As for MLM...there is some direct marketing that's somewhat legitimate. Avon, Mary Kay, Tupperware, Cutco, etc may be overpriced, but my understanding is that they are based more around selling the product than recruiting new sellers. For a long time, there were a lot of useful products that could only legitimately be marketed by those methods. It's a bit archaic in today's Amazon world, and in a world where every town of 10,000+ people has a million square foot big box store, but for a long time direct marketing was the only legitimate way to reach a lot of people.
But anyway...yeah, nobody should ever pay their employer for a job, and there definitely needs to be better education on what constitutes a scam or not. Still, like cults, these scams are designed to exploit bugs in human psychology and target people who are vulnerable. Also, the amount of profit you can make off anyone who does buy into the scam is so great that it doesn't need to be widely successful, even if one in a hundred or one in a thousand people buy into it, that's all you need to perpetuate the scam.
I really pity people who buy into these scams because they are usually the people who can least afford it.
There is a quote in Jon Krakauer's Under the Banner of Heaven where an FBI agent in Utah has to tell people: "God is not an investment advisor."
U-232 is not particularly radioactive - it's half-life is longer than the age of the earth - and also you're probably getting trace amounts in everything you eat anyway.
I guess I'm the bigger fool for looking for accuracy in the scientific terminology used for a bullshit product.
Get this: you can buy organic salt.
fuck up once and you break your thumb / if you're happy at all then you're god damn dumb
that's right we're on a fucked up cruise / God is dead but at least we have booze
bad things happen, no one knows why / the sun burns out and everyone dies
And this has fucked us all over as well - when the FDA tried to regulate dietary supplements, guess which state's Congressional contingent made it illegal for them to do so?
That's not really 'trace amounts', though - it would literally be just a few stray atoms. Maybe as few as one or two atoms (and quite possibly none at all).

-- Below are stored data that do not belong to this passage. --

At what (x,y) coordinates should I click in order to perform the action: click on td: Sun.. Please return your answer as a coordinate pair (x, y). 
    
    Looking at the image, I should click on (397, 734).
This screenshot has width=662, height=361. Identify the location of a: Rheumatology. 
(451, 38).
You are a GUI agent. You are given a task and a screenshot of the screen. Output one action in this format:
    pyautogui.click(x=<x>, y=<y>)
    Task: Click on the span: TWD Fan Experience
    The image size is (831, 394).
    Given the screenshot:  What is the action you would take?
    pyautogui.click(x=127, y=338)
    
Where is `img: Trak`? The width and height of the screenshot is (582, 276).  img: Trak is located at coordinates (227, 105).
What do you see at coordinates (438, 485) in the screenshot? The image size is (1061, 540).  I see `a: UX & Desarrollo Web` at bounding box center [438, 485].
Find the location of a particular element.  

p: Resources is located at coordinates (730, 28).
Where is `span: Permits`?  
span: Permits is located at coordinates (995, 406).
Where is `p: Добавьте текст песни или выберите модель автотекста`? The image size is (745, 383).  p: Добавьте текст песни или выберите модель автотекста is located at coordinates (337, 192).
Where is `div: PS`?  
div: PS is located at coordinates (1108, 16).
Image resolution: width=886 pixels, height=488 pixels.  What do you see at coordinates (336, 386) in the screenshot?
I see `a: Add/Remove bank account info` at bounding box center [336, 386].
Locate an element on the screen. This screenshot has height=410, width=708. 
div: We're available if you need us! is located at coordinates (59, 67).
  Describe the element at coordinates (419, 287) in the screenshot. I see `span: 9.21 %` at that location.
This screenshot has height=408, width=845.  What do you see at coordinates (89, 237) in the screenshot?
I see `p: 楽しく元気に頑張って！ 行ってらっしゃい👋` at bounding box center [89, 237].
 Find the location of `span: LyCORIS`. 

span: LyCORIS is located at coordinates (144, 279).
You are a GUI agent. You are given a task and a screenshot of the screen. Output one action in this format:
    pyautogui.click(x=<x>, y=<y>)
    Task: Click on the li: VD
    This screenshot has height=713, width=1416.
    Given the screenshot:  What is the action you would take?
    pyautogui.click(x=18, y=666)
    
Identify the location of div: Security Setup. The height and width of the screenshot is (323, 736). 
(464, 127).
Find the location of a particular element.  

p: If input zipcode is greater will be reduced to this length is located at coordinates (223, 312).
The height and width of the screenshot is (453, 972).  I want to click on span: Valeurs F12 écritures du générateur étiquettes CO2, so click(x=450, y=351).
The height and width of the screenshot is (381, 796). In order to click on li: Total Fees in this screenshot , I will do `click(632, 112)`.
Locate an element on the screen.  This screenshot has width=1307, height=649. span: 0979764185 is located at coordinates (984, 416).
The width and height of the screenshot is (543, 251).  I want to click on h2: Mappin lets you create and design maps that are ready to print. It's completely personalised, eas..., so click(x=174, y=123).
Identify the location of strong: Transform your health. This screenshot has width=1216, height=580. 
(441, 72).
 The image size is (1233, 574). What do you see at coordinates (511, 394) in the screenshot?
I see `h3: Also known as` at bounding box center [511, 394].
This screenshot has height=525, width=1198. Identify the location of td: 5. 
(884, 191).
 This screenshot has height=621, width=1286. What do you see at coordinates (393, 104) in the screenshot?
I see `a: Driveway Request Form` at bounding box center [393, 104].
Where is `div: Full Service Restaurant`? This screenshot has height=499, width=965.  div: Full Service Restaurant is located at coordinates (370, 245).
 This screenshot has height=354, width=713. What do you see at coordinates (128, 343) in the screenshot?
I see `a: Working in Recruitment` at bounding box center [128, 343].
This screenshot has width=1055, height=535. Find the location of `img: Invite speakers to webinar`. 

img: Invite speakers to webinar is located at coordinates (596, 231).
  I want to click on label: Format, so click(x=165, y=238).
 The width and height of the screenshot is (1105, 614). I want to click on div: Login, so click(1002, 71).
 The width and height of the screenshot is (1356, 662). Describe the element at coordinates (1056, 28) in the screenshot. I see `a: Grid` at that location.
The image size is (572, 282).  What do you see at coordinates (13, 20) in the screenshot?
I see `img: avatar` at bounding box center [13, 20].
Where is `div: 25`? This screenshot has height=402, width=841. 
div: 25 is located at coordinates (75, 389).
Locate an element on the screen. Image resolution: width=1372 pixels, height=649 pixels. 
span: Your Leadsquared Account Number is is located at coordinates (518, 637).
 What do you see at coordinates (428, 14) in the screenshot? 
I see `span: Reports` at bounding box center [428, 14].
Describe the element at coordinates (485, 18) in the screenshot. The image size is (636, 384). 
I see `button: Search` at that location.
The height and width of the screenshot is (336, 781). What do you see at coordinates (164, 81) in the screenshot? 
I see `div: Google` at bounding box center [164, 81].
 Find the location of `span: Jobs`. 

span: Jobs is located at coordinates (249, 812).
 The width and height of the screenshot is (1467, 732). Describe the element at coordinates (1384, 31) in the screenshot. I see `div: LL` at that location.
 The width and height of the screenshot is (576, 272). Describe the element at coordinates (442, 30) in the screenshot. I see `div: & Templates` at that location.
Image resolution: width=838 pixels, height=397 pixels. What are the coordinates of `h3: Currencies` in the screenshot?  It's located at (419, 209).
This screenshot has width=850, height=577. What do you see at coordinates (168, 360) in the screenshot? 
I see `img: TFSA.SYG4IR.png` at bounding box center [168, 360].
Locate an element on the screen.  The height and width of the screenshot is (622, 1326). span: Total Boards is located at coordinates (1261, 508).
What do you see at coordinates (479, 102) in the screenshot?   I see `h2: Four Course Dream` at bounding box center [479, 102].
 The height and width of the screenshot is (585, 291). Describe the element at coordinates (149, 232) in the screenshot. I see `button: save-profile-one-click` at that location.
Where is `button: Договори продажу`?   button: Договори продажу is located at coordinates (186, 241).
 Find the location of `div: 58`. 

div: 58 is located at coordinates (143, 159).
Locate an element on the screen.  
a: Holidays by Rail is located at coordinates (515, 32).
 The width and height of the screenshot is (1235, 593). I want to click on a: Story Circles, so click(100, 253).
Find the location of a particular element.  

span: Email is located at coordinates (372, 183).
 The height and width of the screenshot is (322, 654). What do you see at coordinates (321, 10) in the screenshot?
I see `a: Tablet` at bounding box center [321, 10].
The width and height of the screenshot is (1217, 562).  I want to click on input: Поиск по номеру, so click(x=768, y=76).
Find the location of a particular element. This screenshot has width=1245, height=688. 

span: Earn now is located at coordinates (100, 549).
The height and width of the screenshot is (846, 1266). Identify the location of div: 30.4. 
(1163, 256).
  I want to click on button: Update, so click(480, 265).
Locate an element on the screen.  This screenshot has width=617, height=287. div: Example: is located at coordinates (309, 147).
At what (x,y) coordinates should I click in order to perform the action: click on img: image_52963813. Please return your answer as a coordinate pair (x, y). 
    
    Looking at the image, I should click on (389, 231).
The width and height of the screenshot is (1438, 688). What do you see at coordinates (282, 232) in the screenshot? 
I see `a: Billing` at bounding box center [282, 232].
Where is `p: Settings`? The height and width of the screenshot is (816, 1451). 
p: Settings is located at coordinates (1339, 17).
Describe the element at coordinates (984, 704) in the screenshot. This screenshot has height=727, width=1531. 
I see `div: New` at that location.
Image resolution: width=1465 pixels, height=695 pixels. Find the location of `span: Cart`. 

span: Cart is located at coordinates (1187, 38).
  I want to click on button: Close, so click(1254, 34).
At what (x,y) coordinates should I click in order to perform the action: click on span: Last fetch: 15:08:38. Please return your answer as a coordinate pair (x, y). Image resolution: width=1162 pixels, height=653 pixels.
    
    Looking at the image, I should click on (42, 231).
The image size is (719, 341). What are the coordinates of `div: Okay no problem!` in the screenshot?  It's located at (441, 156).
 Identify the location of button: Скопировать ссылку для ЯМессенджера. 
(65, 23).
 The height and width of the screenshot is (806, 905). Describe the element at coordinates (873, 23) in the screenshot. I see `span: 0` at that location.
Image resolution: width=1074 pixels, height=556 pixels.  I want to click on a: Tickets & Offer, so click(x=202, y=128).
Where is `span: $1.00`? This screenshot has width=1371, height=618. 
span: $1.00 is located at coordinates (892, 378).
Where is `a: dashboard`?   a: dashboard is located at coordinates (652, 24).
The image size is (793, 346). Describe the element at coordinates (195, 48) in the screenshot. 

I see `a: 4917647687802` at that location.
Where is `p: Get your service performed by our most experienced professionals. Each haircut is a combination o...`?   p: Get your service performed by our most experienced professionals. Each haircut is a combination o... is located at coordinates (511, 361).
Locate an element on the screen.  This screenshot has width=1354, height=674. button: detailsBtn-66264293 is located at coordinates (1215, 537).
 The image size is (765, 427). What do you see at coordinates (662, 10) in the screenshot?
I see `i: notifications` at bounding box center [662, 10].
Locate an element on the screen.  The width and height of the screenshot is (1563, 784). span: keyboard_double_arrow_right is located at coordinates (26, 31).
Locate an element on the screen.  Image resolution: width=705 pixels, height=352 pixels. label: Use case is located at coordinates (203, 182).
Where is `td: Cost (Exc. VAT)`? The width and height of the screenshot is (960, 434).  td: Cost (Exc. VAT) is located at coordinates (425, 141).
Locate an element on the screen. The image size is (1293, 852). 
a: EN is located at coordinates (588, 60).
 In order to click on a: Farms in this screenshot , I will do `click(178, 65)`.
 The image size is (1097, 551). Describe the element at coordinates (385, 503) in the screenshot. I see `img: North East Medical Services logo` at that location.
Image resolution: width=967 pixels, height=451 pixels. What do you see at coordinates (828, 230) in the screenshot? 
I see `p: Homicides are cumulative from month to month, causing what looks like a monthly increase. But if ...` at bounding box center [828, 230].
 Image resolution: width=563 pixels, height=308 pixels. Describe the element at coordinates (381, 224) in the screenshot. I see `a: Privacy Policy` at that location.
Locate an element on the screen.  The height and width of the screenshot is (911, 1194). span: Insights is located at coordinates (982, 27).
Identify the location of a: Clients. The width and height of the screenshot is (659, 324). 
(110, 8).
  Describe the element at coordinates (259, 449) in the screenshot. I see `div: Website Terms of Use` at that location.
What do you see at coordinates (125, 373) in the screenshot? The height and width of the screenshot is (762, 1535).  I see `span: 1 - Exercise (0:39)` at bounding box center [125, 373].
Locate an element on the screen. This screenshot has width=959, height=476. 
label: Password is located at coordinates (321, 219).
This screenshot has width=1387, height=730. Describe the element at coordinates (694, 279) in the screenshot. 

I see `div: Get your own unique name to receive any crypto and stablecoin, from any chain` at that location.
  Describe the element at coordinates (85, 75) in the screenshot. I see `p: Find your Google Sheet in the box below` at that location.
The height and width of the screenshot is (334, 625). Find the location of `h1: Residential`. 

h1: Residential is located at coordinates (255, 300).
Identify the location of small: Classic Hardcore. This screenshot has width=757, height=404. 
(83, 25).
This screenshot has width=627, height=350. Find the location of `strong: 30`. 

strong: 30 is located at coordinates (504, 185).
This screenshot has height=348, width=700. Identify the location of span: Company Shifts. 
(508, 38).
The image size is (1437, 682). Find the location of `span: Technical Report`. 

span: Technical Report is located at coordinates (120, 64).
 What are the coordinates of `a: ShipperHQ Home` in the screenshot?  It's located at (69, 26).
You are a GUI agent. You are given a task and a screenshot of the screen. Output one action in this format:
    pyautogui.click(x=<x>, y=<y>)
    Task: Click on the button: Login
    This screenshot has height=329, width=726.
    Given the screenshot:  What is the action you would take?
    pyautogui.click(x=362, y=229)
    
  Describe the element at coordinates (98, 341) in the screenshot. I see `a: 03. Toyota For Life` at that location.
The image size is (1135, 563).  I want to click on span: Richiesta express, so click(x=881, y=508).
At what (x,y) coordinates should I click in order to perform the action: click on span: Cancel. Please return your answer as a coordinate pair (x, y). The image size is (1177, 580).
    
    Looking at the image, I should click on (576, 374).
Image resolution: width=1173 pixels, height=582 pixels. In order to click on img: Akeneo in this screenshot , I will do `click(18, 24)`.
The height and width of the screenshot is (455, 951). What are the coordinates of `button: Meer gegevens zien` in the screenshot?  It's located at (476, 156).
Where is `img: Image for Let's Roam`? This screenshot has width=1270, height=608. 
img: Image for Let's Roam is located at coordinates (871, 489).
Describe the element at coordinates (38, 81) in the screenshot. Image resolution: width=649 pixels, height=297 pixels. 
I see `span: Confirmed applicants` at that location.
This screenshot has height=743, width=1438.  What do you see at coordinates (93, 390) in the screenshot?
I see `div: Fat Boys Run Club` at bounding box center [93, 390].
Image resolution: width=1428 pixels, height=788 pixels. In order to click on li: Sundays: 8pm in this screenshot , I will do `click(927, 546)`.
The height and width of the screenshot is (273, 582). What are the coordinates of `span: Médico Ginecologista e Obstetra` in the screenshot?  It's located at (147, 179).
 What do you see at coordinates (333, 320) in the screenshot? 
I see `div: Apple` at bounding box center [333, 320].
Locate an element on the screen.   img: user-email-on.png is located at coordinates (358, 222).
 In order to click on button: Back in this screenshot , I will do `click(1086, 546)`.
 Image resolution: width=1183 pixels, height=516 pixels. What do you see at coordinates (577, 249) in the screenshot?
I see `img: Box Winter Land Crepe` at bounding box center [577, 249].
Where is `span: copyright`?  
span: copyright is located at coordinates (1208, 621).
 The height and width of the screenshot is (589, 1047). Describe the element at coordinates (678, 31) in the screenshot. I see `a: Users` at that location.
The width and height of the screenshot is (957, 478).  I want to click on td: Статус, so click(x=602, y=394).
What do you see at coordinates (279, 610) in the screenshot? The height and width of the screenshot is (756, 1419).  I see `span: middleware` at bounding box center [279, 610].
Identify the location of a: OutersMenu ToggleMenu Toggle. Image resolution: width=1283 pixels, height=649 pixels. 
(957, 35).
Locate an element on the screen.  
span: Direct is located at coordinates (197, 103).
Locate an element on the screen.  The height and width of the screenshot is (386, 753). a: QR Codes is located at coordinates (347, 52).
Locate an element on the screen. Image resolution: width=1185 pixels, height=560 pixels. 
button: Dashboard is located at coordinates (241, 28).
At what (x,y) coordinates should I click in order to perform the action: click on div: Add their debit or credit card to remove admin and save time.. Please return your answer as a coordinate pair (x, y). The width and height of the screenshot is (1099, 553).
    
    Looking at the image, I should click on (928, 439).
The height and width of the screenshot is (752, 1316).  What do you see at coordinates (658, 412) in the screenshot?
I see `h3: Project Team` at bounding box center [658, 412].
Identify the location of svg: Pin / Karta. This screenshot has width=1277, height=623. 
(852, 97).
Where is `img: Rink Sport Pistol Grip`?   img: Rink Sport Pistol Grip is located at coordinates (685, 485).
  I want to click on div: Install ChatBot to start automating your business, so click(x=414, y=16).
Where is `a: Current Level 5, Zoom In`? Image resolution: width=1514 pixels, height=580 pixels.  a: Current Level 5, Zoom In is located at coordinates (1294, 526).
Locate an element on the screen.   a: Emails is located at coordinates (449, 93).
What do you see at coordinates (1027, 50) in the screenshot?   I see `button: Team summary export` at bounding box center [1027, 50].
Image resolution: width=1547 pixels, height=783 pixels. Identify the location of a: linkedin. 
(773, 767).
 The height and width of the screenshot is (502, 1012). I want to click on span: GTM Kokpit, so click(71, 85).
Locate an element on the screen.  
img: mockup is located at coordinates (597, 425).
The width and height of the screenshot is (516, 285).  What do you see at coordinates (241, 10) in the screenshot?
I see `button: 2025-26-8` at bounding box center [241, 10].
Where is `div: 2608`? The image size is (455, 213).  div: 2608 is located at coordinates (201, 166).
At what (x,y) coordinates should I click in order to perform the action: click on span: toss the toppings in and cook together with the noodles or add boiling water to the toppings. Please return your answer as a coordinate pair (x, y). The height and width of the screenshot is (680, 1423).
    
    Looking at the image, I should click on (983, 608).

You can't list that as a fundamental component of the beverage. Well, I mean, i guess you can - but it makes you a liar.
So what you're saying is U-232 is included in the drink and they get Th-228 to energize out of that decay in that drink?
Even though it's got a ~70 year half life, handling U-232 is pretty dangerous. I wonder which isotope is in there!
I think you mean Ultra-Trace.
I think you mean "You can't prove that it's not in there, so I'm gonna say it is."